Dang, I missed out. I applied for that job somewhere up in Maine, just to get away from hick-ville south USA. I think they thought I was crazy to want to drive that far.
Well, there’s two reasons for that. First, the vast majority of people who own guns are, shockingly, relatively normal, peaceful, law-abiding, not-the-type-to-kill-without-being-in-fear-of-their-life citizens. Those kinds of people don’t shoot at other people because of a messed up reason in their head. Second, the individuals who have shot up schools, concerts, congressman baseball fields, elementary schools, grocery stores, schools, big box stores, movie theaters, more schools, college campuses (shocking, that’s a school as well), night clubs, high schools, and more schools… wow, that’s a lot of schools… definitely don’t have all of their marbles in their bag. Aside from that baseball field with the congressmen, it would take a fair amount of skillful preparation to be able to even attempt an attack on government big boys. That sort of ability resides with the first group, while the will to do so resides in the second.
He didn’t want the folks who would pay him to suddenly believe they didn’t have to pay, or be ticked off that they were having to pay (remember, rich folks can get snippy). I can’t remember the number that was floated, but it wasn’t cheap.
I think there are two types of people who describe dreams: 1) Those who are essentially saying, “Listen to this absurdity, isn’t it hilarious/weird?” and 2) those who are trying to pick up insights and think their dreams mean something. It’s the difference between reading a fantasy novel that is all about characters, world building, and a cool story, and a fantasy novel where the author is trying to make some point about the real world and how something should or should not be.
I definitely fall in line with OP’s sentiments about that second category.
I could see the new enjoyers of Pern flat out giving it up when the twist happened. Plus, I wouldn’t trust the show’s makers to not trash the politics of the holds.
spoilerFantasy -> sci-fi is a pretty big change for a tv audience, I think.
That’s the reason most books can’t be adapted exactly as written. Unless the writing is so horribly stilted (X went to Y, X said Z to α, X had β happen to him because of α…) that you wouldn’t want to read it in the first place, you’ll need a large amount of narration and/or characters speaking their thoughts out loud, which doesn’t work most of the time and gets worse if they’re doing it solely for the purpose of the viewer getting into their headspace.
Ya know, I’m actually okay with that. Up to endgame it wasn’t really all that much. You had Ironman x3, GoG x2, Strange x1, Thor x3, Spiderman x1 (x2 if you want to watch the one right after endgame), Captain America x3, Avengers x3, Ant-Man x2, and Black Panther, all of which set you up for endgame. Thats… a grand total of 20 movies, plus the spiderman right after endgame.
Is that a lot? Sure, 40-50 hours. But let one company have a cool, big, tied together place in movies. I liked my invincible comic read. One book, straight through from beginning to end. I also liked when I read through the Marvel Ultimate comics, with about four or five of the serials that I was reading interweaving. I can’t think of any other setting that was tied together like that in movies. The closest you’d get would be the television types, with a few hundred episodes.
I’ll agree that the tv show styles were too much. I personally couldn’t even watch the first trial of those, the agents of shield, right? That first episode was just such terrible writing. I definitely don’t want to take that 40-50 hours (over 11 years, too, so that helps) and multiply by exponential scales.
Wow, I never realized Tie Fighter was only 13 mB. Those tattoos alone would probably be images larger than 13 mB these days. I can’t imagine how large it would be now.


- _What the task requires_
Below are records that contain pictures; transcribe the text exactly and omit the pictures.

- _Dataset entries on figures_
.....

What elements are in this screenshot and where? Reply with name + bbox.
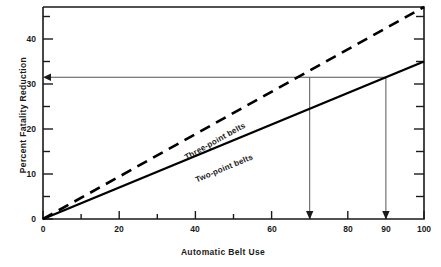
chart-figure: 0 10 20 30 40 0 20 40 60 80 90 100 Three… (0, 0, 441, 267)
x-tick-label-20: 20 (104, 224, 134, 234)
series-three-point-belts (43, 7, 424, 219)
two-point-belt-use-marker (382, 77, 389, 219)
y-tick-label-40: 40 (6, 34, 36, 44)
x-tick-label-90: 90 (371, 224, 401, 234)
y-axis-ticks (43, 17, 53, 220)
x-tick-label-40: 40 (180, 224, 210, 234)
y-axis-title: Percent Fatality Reduction (18, 45, 28, 185)
x-tick-label-80: 80 (333, 224, 363, 234)
x-tick-label-100: 100 (409, 224, 439, 234)
x-tick-label-0: 0 (28, 224, 58, 234)
y-tick-label-0: 0 (6, 214, 36, 224)
fatality-reduction-reference-line (43, 74, 386, 81)
three-point-belt-use-marker (306, 77, 313, 219)
series-two-point-belts (43, 62, 424, 220)
x-axis-ticks (43, 211, 424, 219)
right-axis-ticks (414, 17, 424, 197)
x-tick-label-60: 60 (257, 224, 287, 234)
x-axis-title: Automatic Belt Use (133, 247, 313, 257)
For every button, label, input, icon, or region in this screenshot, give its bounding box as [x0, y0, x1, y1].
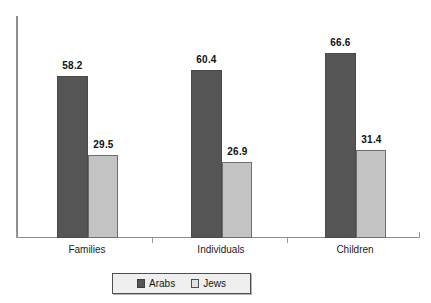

.....

- _Written answer_
What elements are in this screenshot and where? Reply with name + bbox.
chart-figure: 0 10 20 30 40 0 20 40 60 80 90 100 Three… (0, 0, 441, 267)
x-tick-label-20: 20 (104, 224, 134, 234)
series-three-point-belts (43, 7, 424, 219)
two-point-belt-use-marker (382, 77, 389, 219)
y-tick-label-40: 40 (6, 34, 36, 44)
x-tick-label-90: 90 (371, 224, 401, 234)
y-axis-ticks (43, 17, 53, 220)
x-tick-label-40: 40 (180, 224, 210, 234)
y-axis-title: Percent Fatality Reduction (18, 45, 28, 185)
x-tick-label-80: 80 (333, 224, 363, 234)
x-tick-label-100: 100 (409, 224, 439, 234)
x-tick-label-0: 0 (28, 224, 58, 234)
y-tick-label-0: 0 (6, 214, 36, 224)
fatality-reduction-reference-line (43, 74, 386, 81)
three-point-belt-use-marker (306, 77, 313, 219)
series-two-point-belts (43, 62, 424, 220)
x-axis-ticks (43, 211, 424, 219)
right-axis-ticks (414, 17, 424, 197)
x-tick-label-60: 60 (257, 224, 287, 234)
x-axis-title: Automatic Belt Use (133, 247, 313, 257)
For every button, label, input, icon, or region in this screenshot, give its bounding box as [x0, y0, x1, y1].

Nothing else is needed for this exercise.